Health
This time, my patients at the hospital now know how they’re going to die.
Coronavirus Diaries is a series of dispatches exploring how the coronavirus is affecting people’s lives. For the latest public health information, please refer to the Centers for Disease Control and Prevention’s website. For Slate’s coronavirus coverage, click here.
This as-told-to essay from Andrea Artoni, a doctor at a hospital in Milan, has been adapted from a conversation with Greta Privitera.
I put on my gloves, mask, cap, visor, water-repellent coat, boots, and then a second pair of gloves. I’m ready to go into a red zone. I didn’t miss these gestures. It took me a while to realize that we are back in the nightmare.
A gray door with the words “No Entry” and a red stripe on the ground separate the “clean” area from the COVID area. We are here again, wrapped in our coats, forced to recognize ourselves by our eyes, the only thing that shows. Inside, in the bubble, at first every breath is tiring. You don’t have enough air; it’s like diving underwater. There is little noise. We are all busy and concentrated. Patients are again many, especially the elderly and sick. Disoriented. Those most aware have a strong feeling of being locked up, in prison. Now they know everything about how the disease works, what can happen, and it is more difficult for us to reassure them. They know what being “intubated” means; they know what the COVID death is like. We, the health workers, feel less energized, but we are constantly called to try to fill this huge and distressing hole of loneliness into which our patients sink, with humanity, patience, and dedication.
This second wave is more difficult than the first, where the adrenaline kept us up. Today we are tired and in some cases even demoralized, but we don’t ask ourselves many questions. We keep our head down and we work, as always. Unlike in March, almost all the hospital wards have remained open for other patients, and rightly so. But this means that in the COVID departments we work tirelessly, with very little rest. We move forward, in apnea.
In all this effort and despair, if there is one thing that pisses me off, it is the deniers. Until a few days ago, I was smiling at their bullshit. It’s crazy for us who see what this virus does, to hear things like “it’s all hype from higher powers,” “hospitals take 2,000 euros a day per patient and then hospitalize the asymptomatic,” “the emergency rooms are full of people who feel well and ambulances go around empty, to scare us.” Today I no longer laugh. A dull anger rises. Come on, denier, come and see how you die from COVID. Take reporters into hospitals to see patients who can’t breathe, the dead, or our dripping sweat. Certain rhetoric is bad for the country that needs unity and empathy. We first were considered heroes, now we have to hear all of this. I’m not a hero, I just want to do my job in the best conditions for my patients, for the families.
We didn’t need a second wave, and seeing the performance of some countries, such as the United States, I admit that I am afraid there may also be a third. It’s crazy, but I remember exactly when I realized we were about to be swept underwater by the virus again. It was early October. I was going to pick up my daughter, who was having dinner with a friend, and while driving through the streets of the center of Milan, I really thought, “Shit, it will happen again.” The streets were full of young and old who drank, ate, and smoked without a mask, each a few inches away from each other. At that moment, in that exact moment, I felt like I was in front of a giant wave that was about to hurl itself on us. And in fact, two weeks later, Italy too had officially entered the second wave of the coronavirus. We all relaxed; we were devastated by the previous months, and we let our guard down. Today it has now been a month since my medical and nurse colleagues and I have returned to what the world calls the trenches of the battle against COVID. For us it is not a trench, though; it is our job.
Like in March, the hardest side of all of this is seeing our grandparents, our patients, die alone. Phone calls to relatives are the hardest part emotionally. I don’t know how many times in the history of humanity thousands of people around the world have been denied the last farewell, the last hug, the last shake of hands with the one you love. It is devastating to say on the phone, “It is very likely that you will never see your mother or your husband again.” I will carry all those phone calls inside me forever; some I dream of even at night. I keep hearing the words of an old man in my head who asked a relative to give his wife a last caress for him. The woman he loved for a lifetime. So much suffering.
I am not so afraid for myself. But I try to be very careful, for my family. I have seen many colleagues walk from the corridors in our hospital to an ICU bed. It’s not an easy disease. I have hope in vaccines. I really hope we will find a solution soon. We are tired, we all are. We need to come together and hug each other again.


**WHAT YOU SHOULD DO**
From the entries, copy every line that carries the string "this".

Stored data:
-.-.-
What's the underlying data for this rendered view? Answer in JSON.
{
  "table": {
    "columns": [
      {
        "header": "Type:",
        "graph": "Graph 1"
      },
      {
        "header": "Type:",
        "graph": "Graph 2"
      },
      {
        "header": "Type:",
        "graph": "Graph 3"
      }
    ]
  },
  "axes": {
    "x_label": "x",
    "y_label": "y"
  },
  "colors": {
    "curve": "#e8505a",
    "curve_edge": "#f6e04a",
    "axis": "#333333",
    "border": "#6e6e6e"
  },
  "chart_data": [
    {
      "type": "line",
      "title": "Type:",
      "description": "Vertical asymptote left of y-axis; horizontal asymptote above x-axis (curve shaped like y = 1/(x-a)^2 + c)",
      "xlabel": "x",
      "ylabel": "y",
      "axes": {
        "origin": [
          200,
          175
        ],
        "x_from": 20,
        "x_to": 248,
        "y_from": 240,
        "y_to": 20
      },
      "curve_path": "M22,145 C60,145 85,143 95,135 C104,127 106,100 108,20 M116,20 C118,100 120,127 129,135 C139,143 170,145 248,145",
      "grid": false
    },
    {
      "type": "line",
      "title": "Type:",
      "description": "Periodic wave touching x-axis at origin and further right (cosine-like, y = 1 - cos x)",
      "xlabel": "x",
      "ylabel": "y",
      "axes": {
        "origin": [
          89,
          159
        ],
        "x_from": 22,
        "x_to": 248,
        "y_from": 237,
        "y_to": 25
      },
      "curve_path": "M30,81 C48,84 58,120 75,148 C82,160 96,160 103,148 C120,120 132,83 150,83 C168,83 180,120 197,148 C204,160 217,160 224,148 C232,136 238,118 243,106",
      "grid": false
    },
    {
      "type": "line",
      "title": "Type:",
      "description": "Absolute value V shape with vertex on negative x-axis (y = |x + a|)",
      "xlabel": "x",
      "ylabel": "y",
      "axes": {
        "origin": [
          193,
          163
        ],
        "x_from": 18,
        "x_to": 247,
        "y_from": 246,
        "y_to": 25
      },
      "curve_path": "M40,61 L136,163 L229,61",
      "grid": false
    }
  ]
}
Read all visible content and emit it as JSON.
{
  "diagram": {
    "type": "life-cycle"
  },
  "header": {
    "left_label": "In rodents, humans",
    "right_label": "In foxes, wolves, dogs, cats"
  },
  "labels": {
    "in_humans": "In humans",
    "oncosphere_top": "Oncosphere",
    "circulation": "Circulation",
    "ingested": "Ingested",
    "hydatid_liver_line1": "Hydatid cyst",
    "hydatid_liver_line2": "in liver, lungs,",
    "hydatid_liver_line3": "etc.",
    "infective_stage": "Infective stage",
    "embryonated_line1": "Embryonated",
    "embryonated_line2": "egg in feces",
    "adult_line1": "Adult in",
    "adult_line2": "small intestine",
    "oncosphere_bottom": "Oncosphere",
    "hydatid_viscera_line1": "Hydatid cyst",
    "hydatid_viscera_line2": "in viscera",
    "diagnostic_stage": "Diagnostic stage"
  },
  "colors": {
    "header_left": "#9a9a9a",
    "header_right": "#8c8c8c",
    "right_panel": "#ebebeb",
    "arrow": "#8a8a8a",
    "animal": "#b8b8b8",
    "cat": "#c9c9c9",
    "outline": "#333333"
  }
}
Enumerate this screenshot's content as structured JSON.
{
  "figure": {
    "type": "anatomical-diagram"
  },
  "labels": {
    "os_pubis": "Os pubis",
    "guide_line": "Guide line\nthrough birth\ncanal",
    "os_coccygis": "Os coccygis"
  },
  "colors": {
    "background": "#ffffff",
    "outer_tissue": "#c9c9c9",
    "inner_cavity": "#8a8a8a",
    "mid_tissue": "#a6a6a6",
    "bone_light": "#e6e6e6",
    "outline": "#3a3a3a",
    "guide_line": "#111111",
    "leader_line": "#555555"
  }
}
-.-.-
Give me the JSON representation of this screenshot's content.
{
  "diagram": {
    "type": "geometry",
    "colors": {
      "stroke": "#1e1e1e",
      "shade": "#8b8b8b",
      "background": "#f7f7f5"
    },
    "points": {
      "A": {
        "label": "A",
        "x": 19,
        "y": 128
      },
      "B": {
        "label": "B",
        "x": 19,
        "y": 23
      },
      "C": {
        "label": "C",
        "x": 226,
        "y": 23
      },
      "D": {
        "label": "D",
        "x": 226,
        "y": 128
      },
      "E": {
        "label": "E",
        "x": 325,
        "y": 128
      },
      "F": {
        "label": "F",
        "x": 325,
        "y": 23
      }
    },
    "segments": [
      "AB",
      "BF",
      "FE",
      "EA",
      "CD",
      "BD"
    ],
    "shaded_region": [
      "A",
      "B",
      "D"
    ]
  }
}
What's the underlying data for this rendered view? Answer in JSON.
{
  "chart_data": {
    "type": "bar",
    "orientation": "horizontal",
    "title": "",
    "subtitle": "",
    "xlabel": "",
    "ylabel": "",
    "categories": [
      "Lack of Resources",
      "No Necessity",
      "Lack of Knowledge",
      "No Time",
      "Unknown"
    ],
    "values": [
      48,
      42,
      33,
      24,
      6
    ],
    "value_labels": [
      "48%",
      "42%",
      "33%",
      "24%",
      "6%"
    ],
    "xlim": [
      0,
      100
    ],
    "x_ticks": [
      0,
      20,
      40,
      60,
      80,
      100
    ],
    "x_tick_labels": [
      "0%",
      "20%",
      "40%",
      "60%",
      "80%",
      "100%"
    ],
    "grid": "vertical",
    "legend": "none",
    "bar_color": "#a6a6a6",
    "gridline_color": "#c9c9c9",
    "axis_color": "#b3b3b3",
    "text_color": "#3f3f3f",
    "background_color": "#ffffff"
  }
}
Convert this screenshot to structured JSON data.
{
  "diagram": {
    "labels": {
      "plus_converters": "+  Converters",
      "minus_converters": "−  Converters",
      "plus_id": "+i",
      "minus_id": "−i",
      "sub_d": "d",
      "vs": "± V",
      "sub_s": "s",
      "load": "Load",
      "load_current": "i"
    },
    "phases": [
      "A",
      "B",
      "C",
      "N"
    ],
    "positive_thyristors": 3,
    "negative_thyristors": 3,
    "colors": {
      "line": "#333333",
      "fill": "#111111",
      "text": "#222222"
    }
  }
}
-.-.-
**EXERCISE OUTPUT**
What's the underlying data for this rendered view? Answer in JSON.
Enumerate this screenshot's content as structured JSON.
Give me the JSON representation of this screenshot's content.
What's the underlying data for this rendered view? Answer in JSON.
Convert this screenshot to structured JSON data.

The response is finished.